39 Bsntham carried out a double critique of the two previous traditions]in political theory—Burkean conservatism and the theory of natural rights—on the ground that these were "metaphysical", that is, undemonstrable by logical reasoning.

40 Mandeville, The Fable of the Bees fl714). For an exposition of his challenge to orthodoxies in social theory, see Joan Robinson, Economic Philosophy, London, Watts, 1962.

41 On the numerous logical difficulties of this idea, Otto Neurath, "The Principle of the Pleasure ^[aximum", Empiricism and Sociology, Dordrecht, D Reidcl, 1973.

42 Mill's modifications were introduced in his essay Utilitarianism.

43 Mill, Principles of Political Economy (1848).

44 Ibid, Book IV, Chapter 7.

45 Marx, Grundrisse, Harmondsworth, Penguin, 1973, p 883. •^ Ibid.

47 Tawney sought to revive it through a powerful polemic against the strong drift of mainstream academic opinion, R H Tawney, Equality, London, Alien and Unwin, 1931.

48 I do not intend to underestimate the practical significance of the institutions of the rule of law. It must be kept in mind that a large part of the institutions of the rule of law was won by an insurgent proletariat.
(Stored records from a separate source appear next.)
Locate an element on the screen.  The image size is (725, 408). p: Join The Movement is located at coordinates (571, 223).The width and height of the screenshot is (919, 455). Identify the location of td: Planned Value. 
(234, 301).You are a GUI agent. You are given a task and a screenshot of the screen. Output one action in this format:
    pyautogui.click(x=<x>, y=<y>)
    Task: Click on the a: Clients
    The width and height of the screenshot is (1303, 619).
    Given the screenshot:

Unimaginative use of the term "bourgeois democracy" may tend to hide this important historical and political truth.

49 Not the poor or the unprivileged but "ordinary" in the sense of being inexpert.
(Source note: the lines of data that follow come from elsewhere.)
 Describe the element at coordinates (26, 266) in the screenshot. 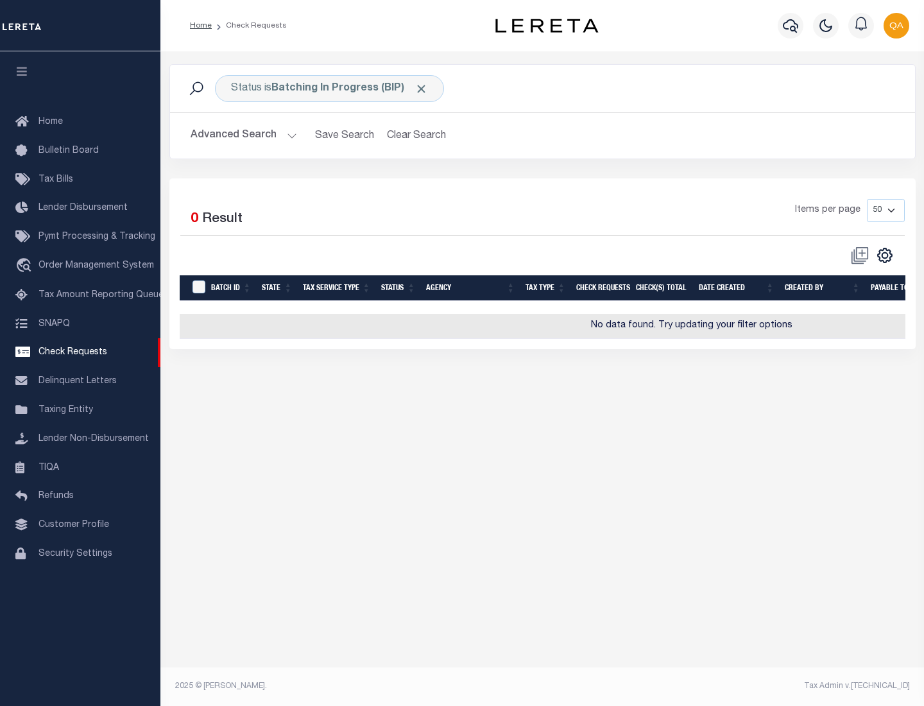

I see `i: travel_explore` at that location.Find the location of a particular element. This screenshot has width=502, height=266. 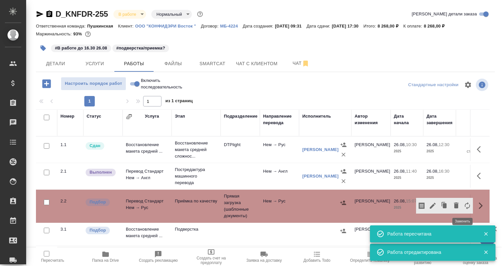

svg: Отписаться is located at coordinates (306, 63).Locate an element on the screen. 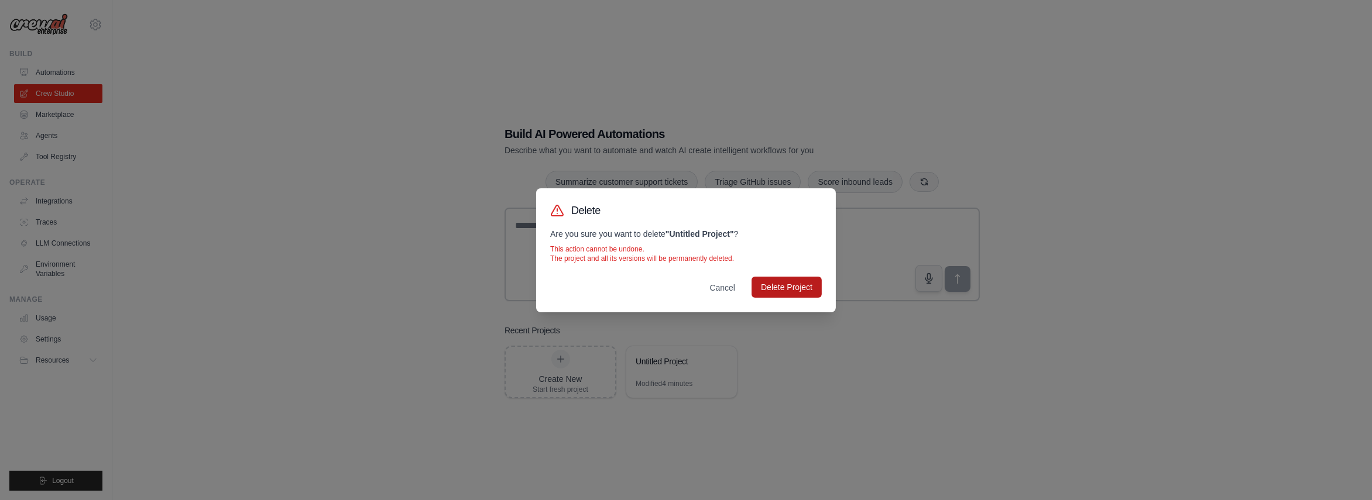 This screenshot has width=1372, height=500. h3: Delete is located at coordinates (586, 211).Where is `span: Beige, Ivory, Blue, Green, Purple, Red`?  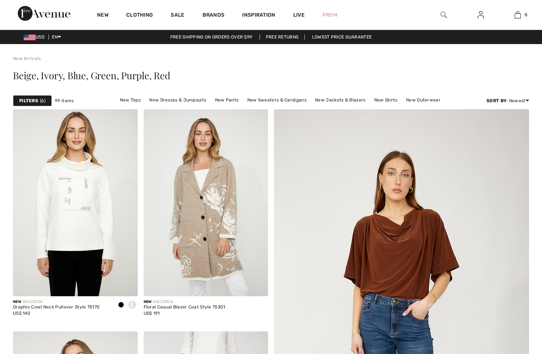
span: Beige, Ivory, Blue, Green, Purple, Red is located at coordinates (91, 75).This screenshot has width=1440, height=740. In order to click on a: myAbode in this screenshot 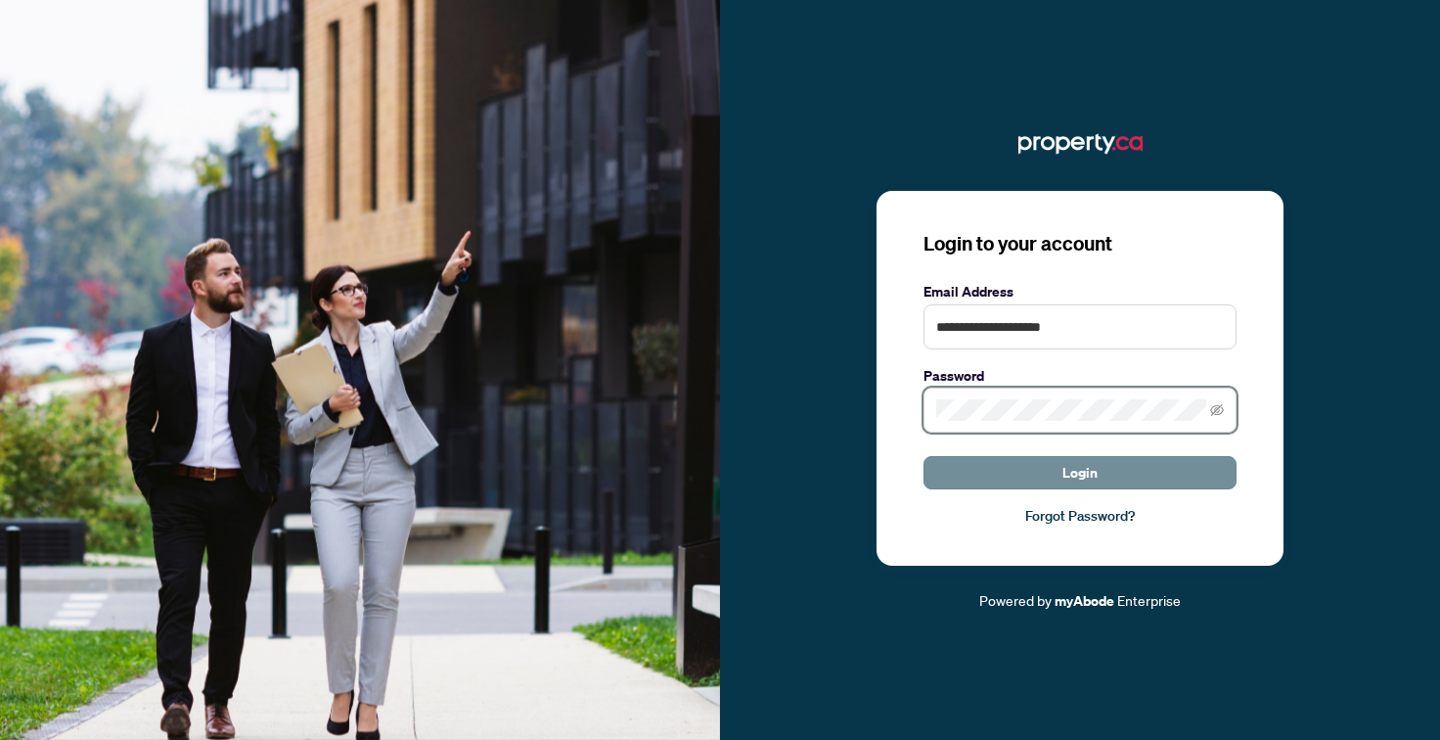, I will do `click(1084, 601)`.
00 William Kornhauser, The Politics of Mi^ Society, ^London, Routledge and Kegan Paul, 1960. Kornhauser obligingly provides summaries at the end of each section which, by condensing his argument, bring out the vulgarity of the theory.
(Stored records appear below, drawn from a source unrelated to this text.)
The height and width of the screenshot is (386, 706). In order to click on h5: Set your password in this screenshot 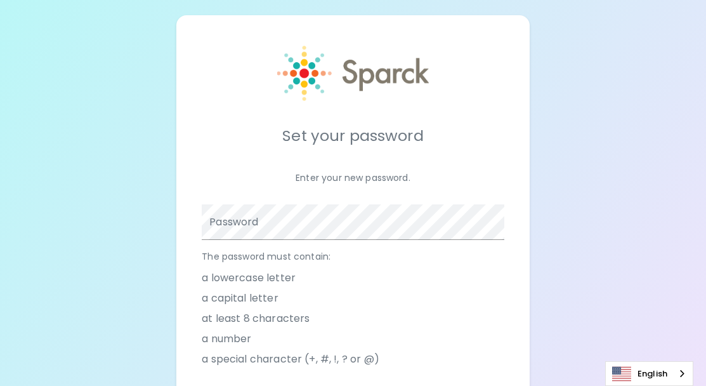, I will do `click(353, 136)`. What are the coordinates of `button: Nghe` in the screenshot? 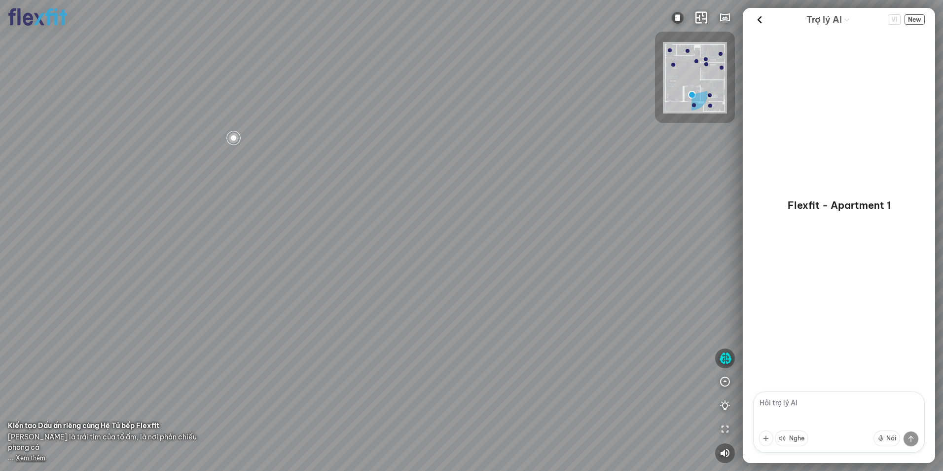 It's located at (792, 438).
51 Often, Weber and Djrkheim are criticized, rather unjustly, not for what thsy had said but for what their behavioural admirers make of them. Weber and Durkheim were serious critics of Marx and were surely two of the greatest minds in post-Marx social thinking.

53 For an interesting redefinition of d^nocracy on these lines, Almond and Verba, The Civic Culture, Princeton, NJ, Princeton University Press, 1963.

53 A phr ase symbolic of the general cognitive pessimism of this trend introduced by David Easton, since extensively used by political scientists oblivious of the irony.

54 This was particularly evident in the work of the Praxis school of Yugoslavia, for example, in the workofGajo Petrovic, Svetojar Stoyanovic, Milan Pruca and others.

fi5 There have been only two serious attempts to d 3 this: Nicos Poulantzas, Political Power and Social Classes, London, NLB, 1973; and Ralph Miliband, The State in Capitalist Sysiety, Loil3n, Weidennsld and Nicolson, 1969. Since then, Poulantzas has added State, 'Powsr, Socialism, London, NLB, 1978. Miliband has followed up with a m3re general treatment, Marxism and Politics, Oxford, OUP, 1977.

66 Marcuse, One Dimensional Man, Chapter 2.

87 Althusser, For Marx, London, Alien Lane, 1959, "On the Young Marx".

68 Marx, Economic and Philosophic Manuscripts, Moscow.

59 Althusser, op cit. For an opposite reading, Adam ]Schaff,|Mir^w and the Human Individual, New York, McGraw Hill, 1970.

80 Earnst Fisher, Mirx in flu Ou)n Words, Harm^ndsworth, Penguin, 1973, p 47.

61 Marx, Economic and Philosophic Manuscripts, particulary the sections on "Estranged Labour" and "The Power of Money in Bourgeois Society".

62 Marx, Capital, Vol I, Moscow, p 172.

6s Alfred Schmidt, "Karl Mirx, 1818-1958, Bad Godesberg, Internationes, 1968, "On

the Concept of Knowledge in the Criticism of Political Economy**. e!t Marx, Contribution to Critique of HegeVs Philosophy of Right, Introduction.